The curse of speaking Turkish

(Turkce, عربي)

As I remember, multilingualism hasn’t provided me many benefits, if anything, it was a problem. Learning Kurdish gave me a fake advantage, it enabled me to skip the meaningless discrimination against Arab and to prove myself as a Kurd. Turkish specifically wasn’t useful, when I learned it, it was an intellectual advantage to those Turks who appreciate someone learning their language (many Turks assume that Iraqis should normally speak Turkish though), then speaking Turkish became a stamp for refugees who spent many years in Turkey and who are less popular and more hated among Turks. This time speaking Turkish almost caused me a real problem.

In Sabiha Gokcen airport in the Asian side of Istanbul, I found a new layer of checking UK biometric residency permits (BRP) before boarding. An employee from a company called Gozen received my BRP and my passport, but she forgot everything and focused on my Turkish, “why do you speak Turkish?”.

I answered that I just learned it.

Are you Turkmen?

No

Have you lived here?

Not more than a month, that was in 2014

Why did you learn Turkish?

For talking with friends and listening to songs

Have you worked here or with Turks?

No

Do you have any other documents from UK? Something from NHS for example?

I told her that I have these documents but in soft copies only. I kept very calm, but I got lost in my phone, not being able to find the right folder. And while I was turning the laptop on to get to the files faster, the more senior employee returned my passport and BRP back wishing me a happy flight but he also asked while smiling: “why do you speak Turkish?”

What happened simply is that the profile of a non-Turkmen Iraqi who speaks Turkish means that the person is a refugee who spent many years in Turkey and probably traveling to Europe via fake travel documents, which triggered all the danger alerts to that employee until more senior one was able to validate the BRP. He then tagged it with some number, and that probably was a message to the British immigration officer who unusually was testing my language as if I am arriving to the country for the first time. He asked me many questions including a question about my work, I said that I work in a bank, then he said what type of bank, commercial or [something else I don’t remember], I mentioned the bank name, he then said that he had a bank account their 115 years ago and kept staring at me, until I smiled, indicating that I understood the joke, then he stamped the passport and let me go.

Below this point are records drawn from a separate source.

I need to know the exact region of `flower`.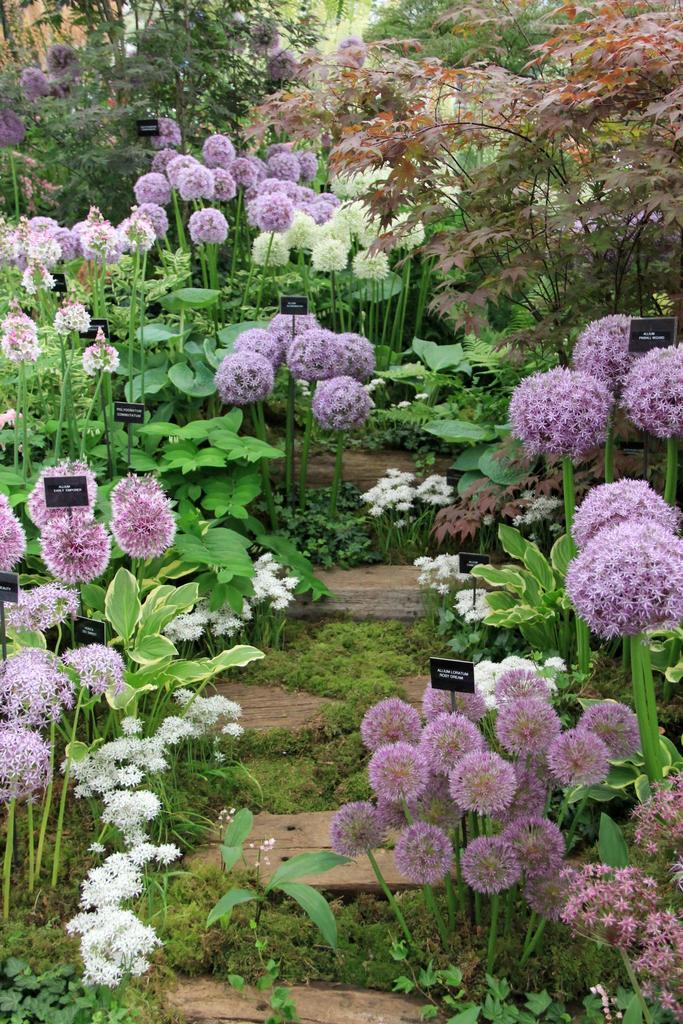
Region: 141,113,190,147.
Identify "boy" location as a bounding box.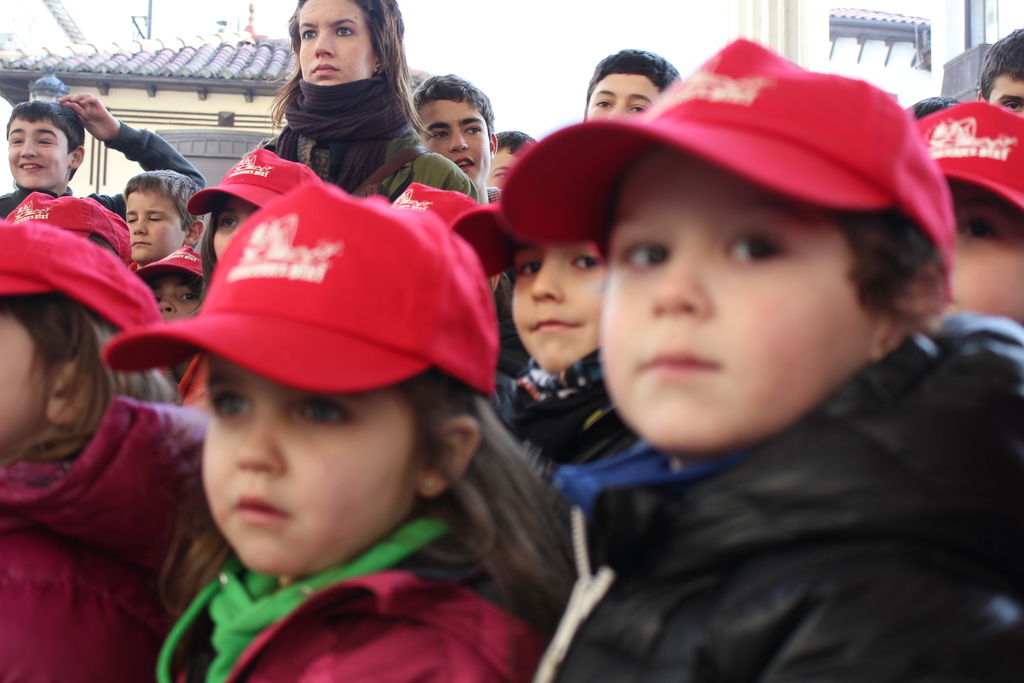
locate(584, 45, 689, 126).
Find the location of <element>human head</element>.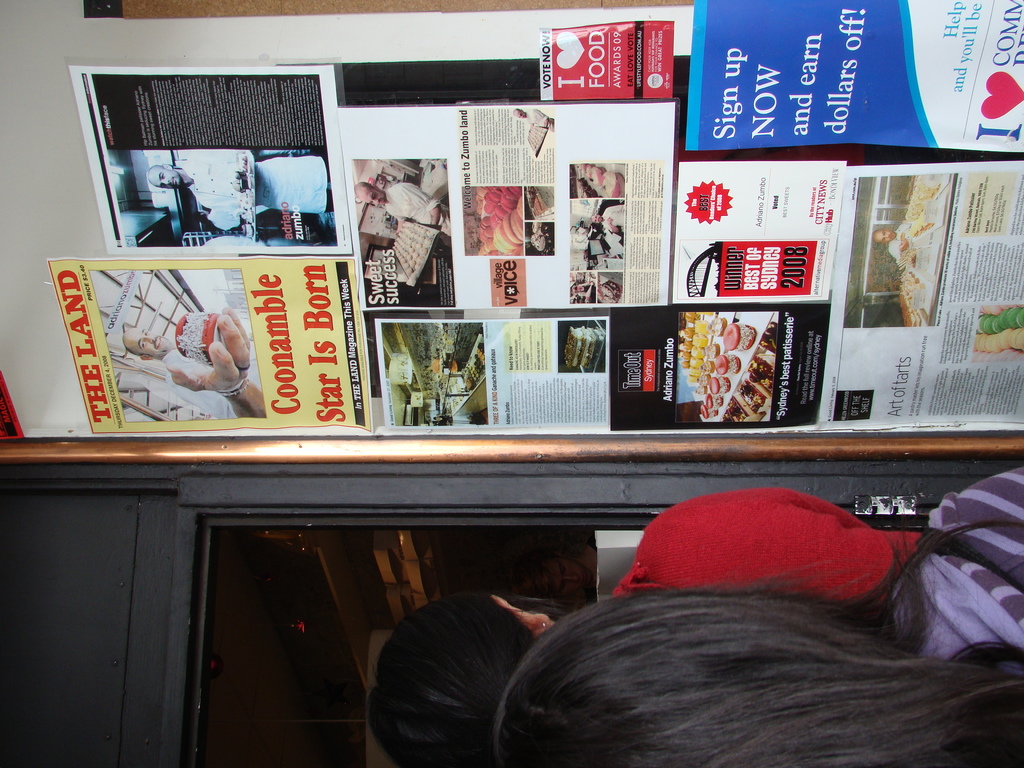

Note about Turkish translation: despite what happened and the very limited usage of Turkish in my life, I’ll keep it within my mind properties, I’ll even try to make it better, therefore, this will be the first article I write in Turkish, no one would proofread it, but I’ll see if Google translate is able to understand it then others may be able to understand it too. I needed the dictionary for many words, and many sentences were just like puzzles for me, a friend who learns Japanese told me the same about Japanese, that the language of books and articles is completely different, Turkish (which is far relative to Japanese) has the same issue, but let’s see.